Gatsby.js Tutorial Part Three

Gatsby lets you create “layout components”. Layout components are sections of your site that you want to share across multiple pages. For example, Gatsby sites will commonly have a layout component with a shared header and footer. Other common things to add to layouts are a sidebar and navigation menu.

On this page, the sidebar to the left (assuming you’re on a larger device) and the header at the top are part of gatsbyjs.org’s layout component.

Let’s dive in and explore Gatsby layouts.

First, create a new site for this part of the tutorial (and, as we mentioned in Part Two, at this point it’s probably a good idea to close the terminal window(s) and project files from previous parts of the tutorial, to keep things clean on your desktop). We’ll use the “hello world” starter again:

gatsby new tutorial-part-three https://github.com/gatsbyjs/gatsby-starter-hello-world

Once the site is finished installing, install gatsby-plugin-typography. For a reminder of how to do this, see Part Two of the tutorials. For the Typography.js theme, let’s try the “Fairy Gates” typography theme this time:

npm install --save gatsby-plugin-typography typography-theme-fairy-gates

Create a src/utils directory, and then create the typography config file at src/utils/typography.js:

import Typography from "typography";
import fairyGateTheme from "typography-theme-fairy-gates";

const typography = new Typography(fairyGateTheme);

export default typography;

Then edit our site’s gatsby-config.js at the root of the site:

module.exports = {
  plugins: [
    {
      resolve: `gatsby-plugin-typography`,
      options: {
        pathToConfigModule: `src/utils/typography.js`,
      },
    },
  ],
};

Now, let’s add a few different pages: a front page, an about page, and a contact page.

src/pages/index.js

import React from "react";

export default () => (
  <div>
    <h1>Hi! I'm building a fake Gatsby site as part of a tutorial!</h1>
    <p>
      What do I like to do? Lots of course but definitely enjoy building
      websites.
    </p>
  </div>
);

src/pages/about.js

import React from "react";

export default () => (
  <div>
    <h1>About me</h1>
    <p>I’m good enough, I’m smart enough, and gosh darn it, people like me!</p>
  </div>
);

src/pages/contact.js

import React from "react";

export default () => (
  <div>
    <h1>I'd love to talk! Email me at the address below</h1>
    <p>
      <a href="mailto:me@example.com">me@example.com</a>
    </p>
  </div>
);

no-layout

We now have the start of a nice personal site!

But there are a few problems. First, it’d be nice if the page content was centered on the screen like in part two of the tutorial. And second, we should really have some sort of global navigation so it’s easy for visitors to find and visit each of the sub-pages.

Let’s tackle these problems by creating our first layout component.

Our first layout component

First, create a new directory at src/layouts. All layout components have to be in this directory.

Let’s create a very basic layout component at src/layouts/index.js:

import React from "react";

export default ({ children }) => (
  <div style={{ margin: `0 auto`, maxWidth: 650, padding: `0 1rem` }}>
    {children()}
  </div>
);

Notice that unlike most children props, the children prop passed to layout components is a function and needs to be executed

Stop gatsby develop and start it again for the new layout to take effect.

with-layout2

Sweet, the layout is working! Now, our text is centered and constrained to a column 650 pixels wide, as we specified.

Let’s now add our site title:

import React from "react";

export default ({ children }) =>
  <div style={{ margin: `0 auto`, maxWidth: 650, padding: `0 1rem` }}>
    <h3>MySweetSite</h3>
    {children()}
  </div>

If we go to any of our three pages we’ll see the same title added e.g. the /about/ page:

with-title

Let’s add navigation links to each of our three pages:

import React from "react";
import Link from "gatsby-link";

const ListLink = props =>
  <li style={{ display: `inline-block`, marginRight: `1rem` }}>
    <Link to={props.to}>
      {props.children}
    </Link>
  </li>

export default ({ children }) =>
  <div style={{ margin: `0 auto`, maxWidth: 650, padding: `1.25rem 1rem` }}>
    <header style={{ marginBottom: `1.5rem` }}>
      <Link to="/" style={{ textShadow: `none`, backgroundImage: `none` }}>
        <h3 style={{ display: `inline` }}>MySweetSite</h3>
      </Link>
      <ul style={{ listStyle: `none`, float: `right` }}>
        <ListLink to="/">Home</ListLink>
        <ListLink to="/about/">About</ListLink>
        <ListLink to="/contact/">Contact</ListLink>
      </ul>
    </header>
    {children()}
  </div>

with-navigation

And there we have it! A three page site with a basic global navigation.

With your new “layout component” powers, you can add headers, footers, global navigation, sidebars, etc. to your Gatsby sites.

Continue on to part four of the tutorial where we’ll start learning about Gatsby’s data layer and programmatic pages!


## WORK TASK
The answer should hold nothing but the lines from the one with "Inspect for footwear." through the end of the listing below, each exactly as written.

## DATASET CONTENT

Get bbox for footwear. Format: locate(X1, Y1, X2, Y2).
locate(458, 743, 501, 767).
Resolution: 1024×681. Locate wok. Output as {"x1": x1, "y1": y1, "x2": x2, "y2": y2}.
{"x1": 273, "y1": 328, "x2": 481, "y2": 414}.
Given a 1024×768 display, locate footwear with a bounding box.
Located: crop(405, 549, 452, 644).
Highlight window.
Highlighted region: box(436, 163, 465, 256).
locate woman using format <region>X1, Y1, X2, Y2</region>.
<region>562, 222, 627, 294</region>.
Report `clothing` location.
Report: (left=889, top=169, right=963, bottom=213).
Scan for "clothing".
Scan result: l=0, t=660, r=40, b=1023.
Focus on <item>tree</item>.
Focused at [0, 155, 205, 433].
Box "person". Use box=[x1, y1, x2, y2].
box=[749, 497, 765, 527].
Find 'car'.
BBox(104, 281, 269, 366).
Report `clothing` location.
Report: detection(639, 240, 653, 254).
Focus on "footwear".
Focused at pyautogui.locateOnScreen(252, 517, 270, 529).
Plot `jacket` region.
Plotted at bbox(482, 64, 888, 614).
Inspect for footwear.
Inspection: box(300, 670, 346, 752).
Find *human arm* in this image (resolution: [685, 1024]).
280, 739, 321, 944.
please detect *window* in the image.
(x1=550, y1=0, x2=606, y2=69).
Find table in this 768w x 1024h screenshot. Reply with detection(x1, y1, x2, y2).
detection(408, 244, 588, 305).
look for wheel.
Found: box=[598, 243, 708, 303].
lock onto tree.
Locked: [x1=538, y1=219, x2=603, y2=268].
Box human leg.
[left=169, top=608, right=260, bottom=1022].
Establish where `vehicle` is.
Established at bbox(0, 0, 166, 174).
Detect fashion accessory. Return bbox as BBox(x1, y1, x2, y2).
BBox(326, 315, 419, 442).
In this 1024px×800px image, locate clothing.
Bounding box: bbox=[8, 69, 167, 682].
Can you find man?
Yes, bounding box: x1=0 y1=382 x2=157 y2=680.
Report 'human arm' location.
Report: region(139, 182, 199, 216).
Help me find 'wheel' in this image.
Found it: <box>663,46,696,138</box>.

## SOLUTION TO THIS PROBLEM
Inspect for footwear.
Inspection: box(300, 670, 346, 752).
Find *human arm* in this image (resolution: [685, 1024]).
280, 739, 321, 944.
please detect *window* in the image.
(x1=550, y1=0, x2=606, y2=69).
Find table in this 768w x 1024h screenshot. Reply with detection(x1, y1, x2, y2).
detection(408, 244, 588, 305).
look for wheel.
Found: box=[598, 243, 708, 303].
lock onto tree.
Locked: [x1=538, y1=219, x2=603, y2=268].
Box human leg.
[left=169, top=608, right=260, bottom=1022].
Establish where `vehicle` is.
Established at bbox(0, 0, 166, 174).
Detect fashion accessory. Return bbox as BBox(x1, y1, x2, y2).
BBox(326, 315, 419, 442).
In this 1024px×800px image, locate clothing.
Bounding box: bbox=[8, 69, 167, 682].
Can you find man?
Yes, bounding box: x1=0 y1=382 x2=157 y2=680.
Report 'human arm' location.
Report: region(139, 182, 199, 216).
Help me find 'wheel' in this image.
Found it: <box>663,46,696,138</box>.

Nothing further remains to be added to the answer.